This is general information. Always verify coverage with Medicare directly (1-800-MEDICARE) or with a SHIP counselor in your state. Coverage rules can change by plan year.
The short answer
Medicare covers limited, time-bound home health care — and only if specific conditions are met. It does NOT cover long-term in-home help with bathing, dressing, meals, or companionship. That's the gap most families discover too late.
What Medicare DOES cover
Home Health Care benefit (Part A & Part B)
Medicare will cover home health services if ALL of these are true:
- The senior is homebound (leaving the home requires considerable effort)
- A doctor has certified they need skilled care
- The care is provided by a Medicare-certified home health agency
- The need for care is intermittent (not 24/7) and medically necessary
What's included when those conditions are met:
- Skilled nursing (wound care, IV therapy, post-surgical care, medication management)
- Physical, occupational, or speech therapy
- Medical social services (counseling, resource referrals)
- Home health aide services — IF the senior is also receiving skilled nursing or therapy. Aide can help with bathing, dressing, basic personal care during their visit window.
- Durable medical equipment at 80% (walkers, wheelchairs, hospital beds, oxygen)
How long?
Home health is recertified every 60 days. As long as the doctor recertifies the need for skilled care, it can continue. Most home-health episodes last 6-12 weeks following a hospital stay. It is not an indefinite benefit.
What does it cost the family?
Home health visits: $0 out of pocket. Medicare pays the agency directly. The 20% Part B coinsurance does NOT apply to home health (this surprises a lot of people).
Durable medical equipment: 20% coinsurance after the Part B deductible is met.
What Medicare does NOT cover
This is where families get hit. Medicare does NOT pay for:
- Long-term assisted living — never. Not in any state, not under any plan.
- Long-term nursing home care — Medicare pays for up to 100 days post-hospital, then it's out of pocket or Medicaid.
- Custodial care alone — bathing, dressing, meals, companionship without skilled medical need is not covered. This is the biggest gap.
- 24/7 home care — Medicare home health is intermittent, not continuous.
- Homemaker services — cleaning, cooking, laundry. Not covered.
- Companion services — including most AI companion services like Mabel. (Some Medicare Advantage plans now offer this as a supplemental benefit — see below.)
Medicare Advantage — the changing landscape
Medicare Advantage (Part C) plans are increasingly offering supplemental benefits that traditional Medicare doesn't cover. As of 2026, some Medicare Advantage plans cover:
- In-home support services (light housekeeping, meal prep)
- Adult day care
- Transportation to medical appointments
- Companion services and AI companion services (limited but growing)
- Caregiver support / respite care
- Home modifications (grab bars, ramps)
Important: these benefits vary by plan. If you're shopping Medicare Advantage during open enrollment (October 15 - December 7), specifically ask: “Does this plan offer supplemental benefits for home care, in-home support services, or companion services?”
How to qualify (the practical steps)
- Get a doctor's order. Your parent's doctor must certify the need for skilled home health care.
- Request a face-to-face encounter. Required by Medicare — the doctor must see the patient within 90 days before or 30 days after starting home health.
- Pick a Medicare-certified home health agency. Not all agencies are. Find Medicare-certified options at Medicare.gov/care-compare.
- The agency does an assessment. They'll create a plan of care.
- Care begins. Recertified every 60 days as long as the need continues.
What to do about the gaps
For families whose parent doesn't qualify for Medicare home health (because they're not “homebound” or don't need skilled care), the options are:
- Pay out of pocket for in-home aides ($28-$40/hour)
- Apply for Medicaid HCBS waivers if income is low enough
- Switch to a Medicare Advantage plan that covers in-home support
- VA Aid & Attendance benefit if your parent is a veteran or surviving spouse
- Use Mabel for daily check-ins, medication reminders, and family alerts — at a fraction of the cost of a human aide. Most families pair Mabel with a few hours of human aide help per week instead of full daily aide service.
Where Mabel fits
Mabel is not currently covered by traditional Medicare or most Medicare Advantage plans. (We're working on changing that.) But at $29.97-$179.97/mo, Mabel costs less than 2 hours of paid human aide service — and provides daily check-ins every single day, plus medication reminders, family alerts, and emergency response.
See How Mabel Works →Bottom line
Medicare covers short-term, doctor-prescribed, skilled home health. It does NOT cover the day-to-day care most families actually need. Plan around that gap. A combination of part-time human help, technology like Mabel, family support, and (if available) Medicare Advantage supplemental benefits typically delivers better daily care than a $7,000/month facility — at a fraction of the cost.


- **TASK GOAL**: The answer must consist of every line from the data that holds the string "number".

- **WORKING DATA**:
════

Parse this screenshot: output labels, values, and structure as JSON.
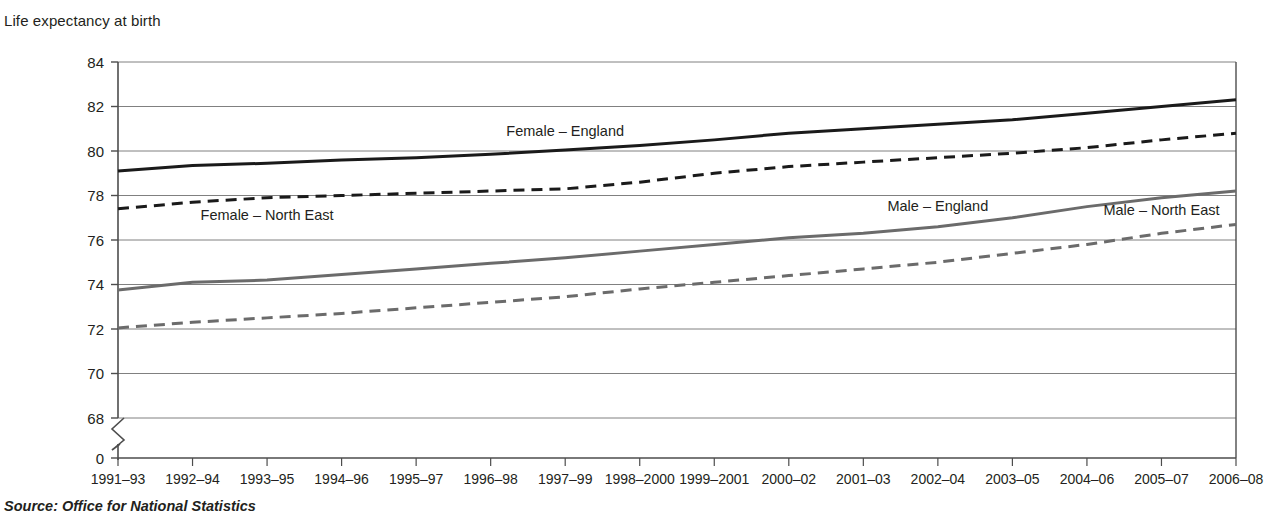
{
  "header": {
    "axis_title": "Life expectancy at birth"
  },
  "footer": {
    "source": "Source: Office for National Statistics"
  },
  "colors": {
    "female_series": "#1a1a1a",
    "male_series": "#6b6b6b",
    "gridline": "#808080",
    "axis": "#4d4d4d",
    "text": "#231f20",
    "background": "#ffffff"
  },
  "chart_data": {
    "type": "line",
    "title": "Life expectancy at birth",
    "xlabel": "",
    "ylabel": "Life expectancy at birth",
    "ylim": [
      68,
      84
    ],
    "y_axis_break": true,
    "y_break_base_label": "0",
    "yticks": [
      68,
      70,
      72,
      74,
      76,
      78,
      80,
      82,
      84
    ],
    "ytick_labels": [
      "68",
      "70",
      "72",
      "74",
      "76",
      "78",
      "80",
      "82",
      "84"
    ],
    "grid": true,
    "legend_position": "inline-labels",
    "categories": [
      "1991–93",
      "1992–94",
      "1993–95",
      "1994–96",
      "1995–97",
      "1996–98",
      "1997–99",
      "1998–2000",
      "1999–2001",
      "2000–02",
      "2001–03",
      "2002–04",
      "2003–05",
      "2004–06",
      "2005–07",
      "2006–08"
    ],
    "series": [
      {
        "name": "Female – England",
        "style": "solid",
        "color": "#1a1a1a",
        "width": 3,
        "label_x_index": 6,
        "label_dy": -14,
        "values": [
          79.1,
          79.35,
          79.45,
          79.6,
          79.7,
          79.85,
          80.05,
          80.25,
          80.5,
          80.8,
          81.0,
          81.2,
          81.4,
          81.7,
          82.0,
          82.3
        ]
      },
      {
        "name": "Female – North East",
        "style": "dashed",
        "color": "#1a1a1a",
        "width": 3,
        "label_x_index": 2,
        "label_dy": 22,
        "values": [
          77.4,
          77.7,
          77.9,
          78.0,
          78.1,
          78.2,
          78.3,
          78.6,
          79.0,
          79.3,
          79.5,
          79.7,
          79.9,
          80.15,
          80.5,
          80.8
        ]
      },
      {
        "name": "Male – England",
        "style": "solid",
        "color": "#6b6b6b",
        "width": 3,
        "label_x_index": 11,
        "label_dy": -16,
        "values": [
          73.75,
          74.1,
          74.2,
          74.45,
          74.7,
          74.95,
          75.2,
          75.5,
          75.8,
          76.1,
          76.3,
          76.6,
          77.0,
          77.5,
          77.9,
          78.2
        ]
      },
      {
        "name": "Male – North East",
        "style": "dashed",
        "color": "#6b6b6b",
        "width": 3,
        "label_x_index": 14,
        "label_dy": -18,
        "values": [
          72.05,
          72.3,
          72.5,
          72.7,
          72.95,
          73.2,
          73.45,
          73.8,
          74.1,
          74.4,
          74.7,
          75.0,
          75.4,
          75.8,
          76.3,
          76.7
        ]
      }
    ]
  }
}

════

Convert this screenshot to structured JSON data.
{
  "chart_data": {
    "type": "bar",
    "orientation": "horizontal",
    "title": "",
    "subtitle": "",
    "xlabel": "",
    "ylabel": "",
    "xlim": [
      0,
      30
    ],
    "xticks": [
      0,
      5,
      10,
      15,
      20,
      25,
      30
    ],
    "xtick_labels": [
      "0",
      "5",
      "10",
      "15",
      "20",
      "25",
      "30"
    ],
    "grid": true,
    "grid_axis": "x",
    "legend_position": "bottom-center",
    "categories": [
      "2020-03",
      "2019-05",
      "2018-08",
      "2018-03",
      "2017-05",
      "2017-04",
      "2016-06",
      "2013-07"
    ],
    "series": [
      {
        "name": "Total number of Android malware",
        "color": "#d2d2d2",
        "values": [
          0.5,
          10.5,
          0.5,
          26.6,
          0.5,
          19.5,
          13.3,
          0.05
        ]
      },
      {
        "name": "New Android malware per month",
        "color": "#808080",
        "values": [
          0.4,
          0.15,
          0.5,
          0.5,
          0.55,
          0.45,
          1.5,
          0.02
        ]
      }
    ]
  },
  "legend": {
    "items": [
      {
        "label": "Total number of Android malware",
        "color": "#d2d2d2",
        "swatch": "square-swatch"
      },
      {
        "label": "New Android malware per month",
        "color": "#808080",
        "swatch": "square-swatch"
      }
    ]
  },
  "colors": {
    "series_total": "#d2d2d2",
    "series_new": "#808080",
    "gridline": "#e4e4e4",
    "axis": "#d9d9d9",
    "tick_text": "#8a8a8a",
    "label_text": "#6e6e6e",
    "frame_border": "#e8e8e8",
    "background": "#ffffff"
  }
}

════

- **ANSWER BOX**:
        "name": "Total number of Android malware",
        "label": "Total number of Android malware",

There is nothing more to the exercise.